Monday, January 16, 2012

10 Ways I Use the Arts in My Work as a Transformative Coach



The arts figure prominently in my work as a transformative coach and workshop facilitator.

I utilize a range of creative processes sourced from a variety of arts disciplines to help individuals digest experience, express difficult emotions, articulate complex ideas, access inner wisdom, deepen awareness, and unlock potentials.

Here are 10 examples of how I might guide you in a private coaching session or workshop, using arts integration techniques:
  1. After a trance or guided visualization, “summarize” your inner experience in images.

  2. Upon waking each morning or prior to a dreamwork session, write your dream in words, then draw your dream in images.

  3. Recount your spiritual autobiography — historical influences and current expressions — as the “roots and shoots” of a tree.

  4. Articulate your core “issue” (or chronic feeling-state) using only images.

  5. Stage an important memory (peak experience, pivotal moment or low point) as a theatre scene using other workshop participants (or objects in the room) as props and/or characters. Direct the scene as it actually happened. Invite other participants to change the scene to observe another possible experience and/or outcome.

  6. Articulate a difficult or complex experience using only non-verbal vocalization and gesture.

  7. Express your awareness of yourself through visual metaphors, including biological, mythological, historical and fantastical archetypes. Examples: What kind of flower are you most like and why? Draw yourself as that flower.  Which Roman goddess are you most like and why? Make a collage of yourself as that archetype. What historical era are you most resonant with and why? Create a costume for yourself in that style. What kind fantastical creature are you most like and why? Construct that creature using only found objects.

  8. Set a goal or intention. Craft an object or collage a pocket-size image that symbolizes you reaching this goal or achieving your intention. Write a song that emphasizes this intention and sing it while holding your object.

  9. Using simple materials like paper bags or socks, craft rudimentary puppets of two characters. One character possesses all your great qualities; the other, all your “disowned” or “shadow” qualities. Script a theatrical interaction between the two puppets with a story arc that overcomes a conflict and arrives at a positive resolution. Alternately, improvise a dialog between the two puppets while a partner observes and afterwards feeds back to you her observations.

  10. Prior to or during an important life transition, create an altar that represents where you’ve been, where you’re going and the threshold space you currently occupy between the two. Choose objects, colors, materials and spatial arrangements that symbolize the physical, mental and/or emotional dimensions of your experience; the personal, familial and/or social contexts your transition affects; and qualities you desire to experience during your transition.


■ Exercise details
Return, exactly and in full, the lines of the records below starting at the one with "pyautogui.click(x=<x>, y=<y>)" and ending at the one with "The width and", and no other lines.
═════ Task input ═════
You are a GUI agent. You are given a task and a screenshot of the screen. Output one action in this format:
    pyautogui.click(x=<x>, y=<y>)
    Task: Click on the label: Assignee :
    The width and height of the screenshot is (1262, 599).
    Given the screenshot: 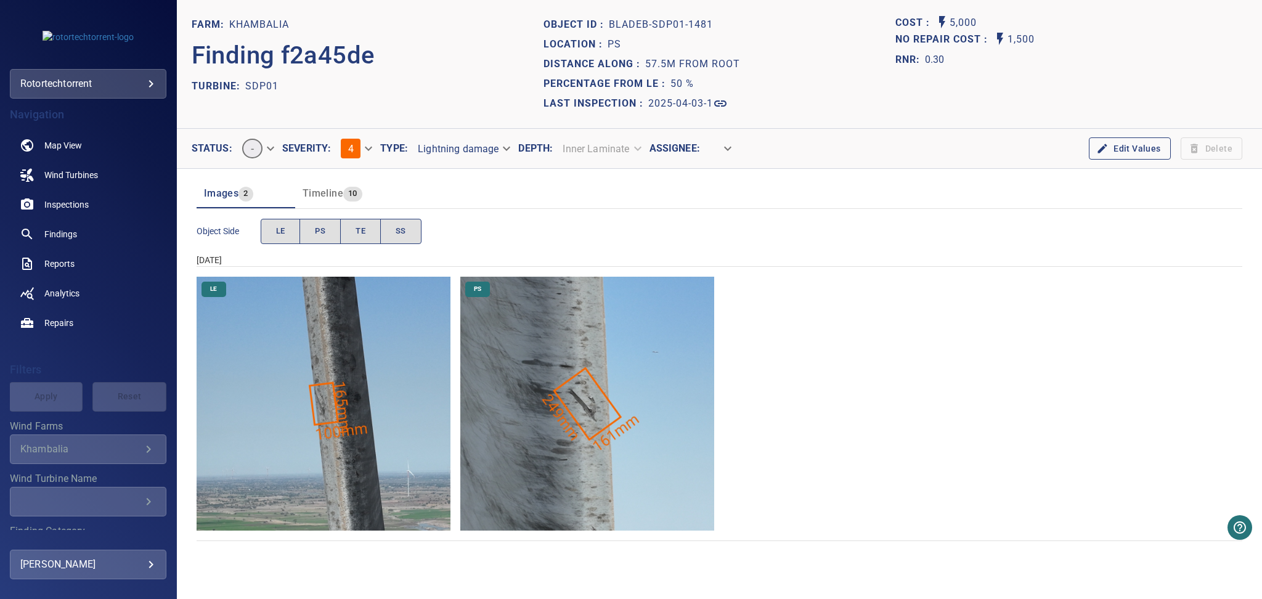 What is the action you would take?
    pyautogui.click(x=675, y=149)
    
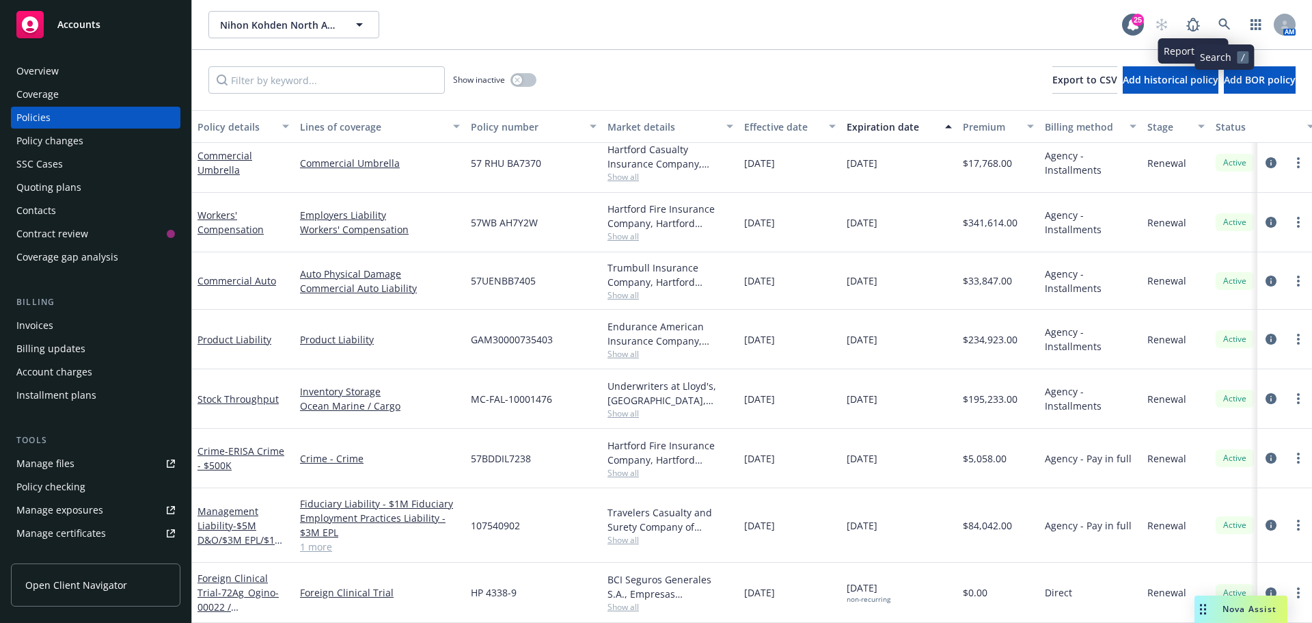 This screenshot has width=1312, height=623. I want to click on a: Workers' Compensation, so click(230, 222).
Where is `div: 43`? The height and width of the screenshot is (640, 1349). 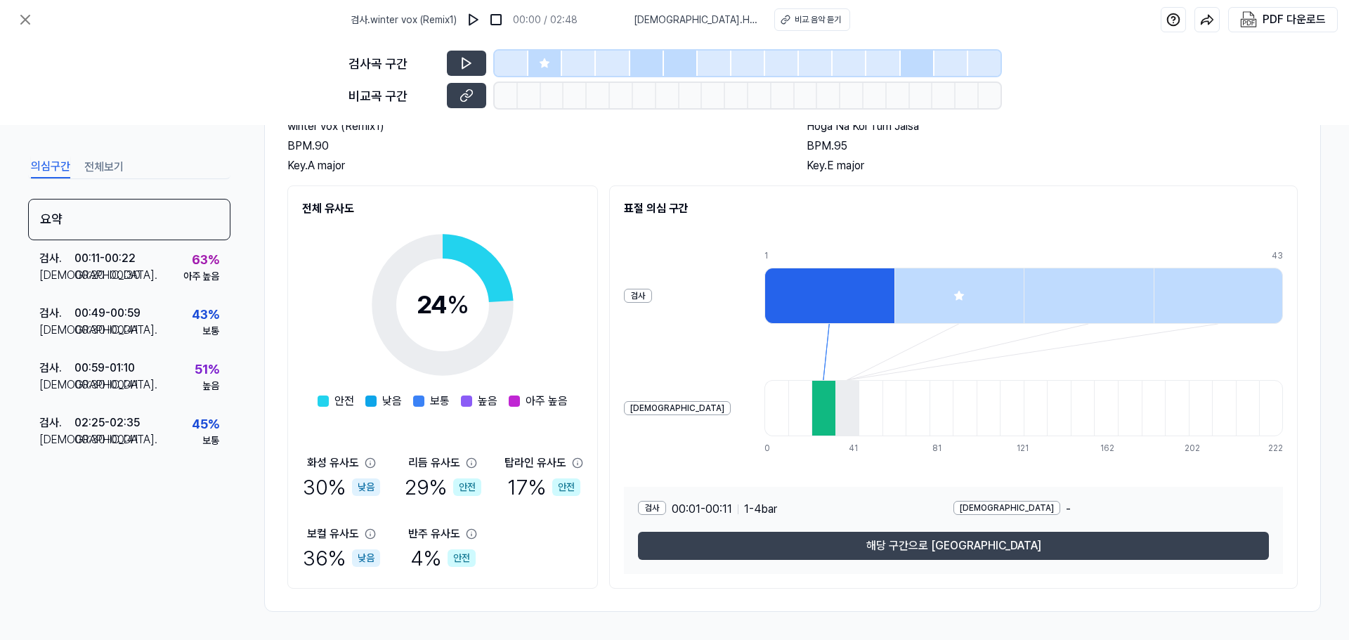 div: 43 is located at coordinates (1277, 256).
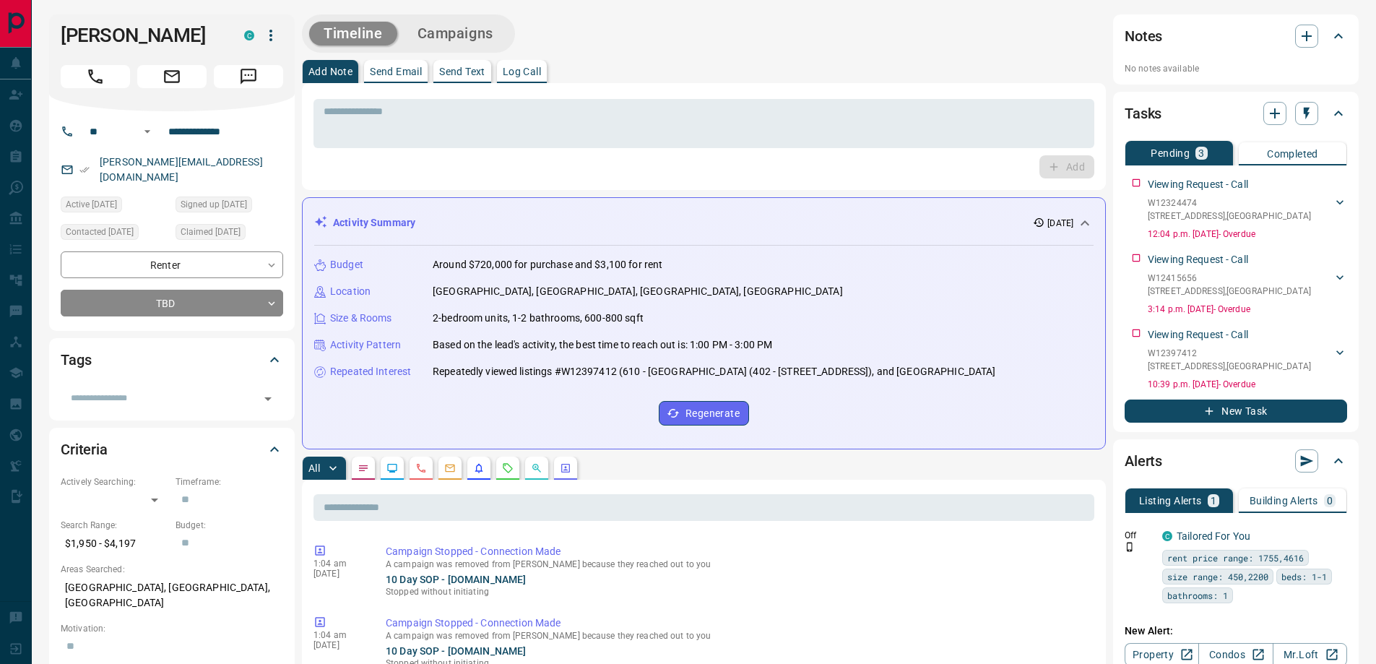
═════
■ Reply
    pyautogui.click(x=<x>, y=<y>)
    Task: Click on the label: Assignee :
    The width and height of the screenshot is (1262, 599).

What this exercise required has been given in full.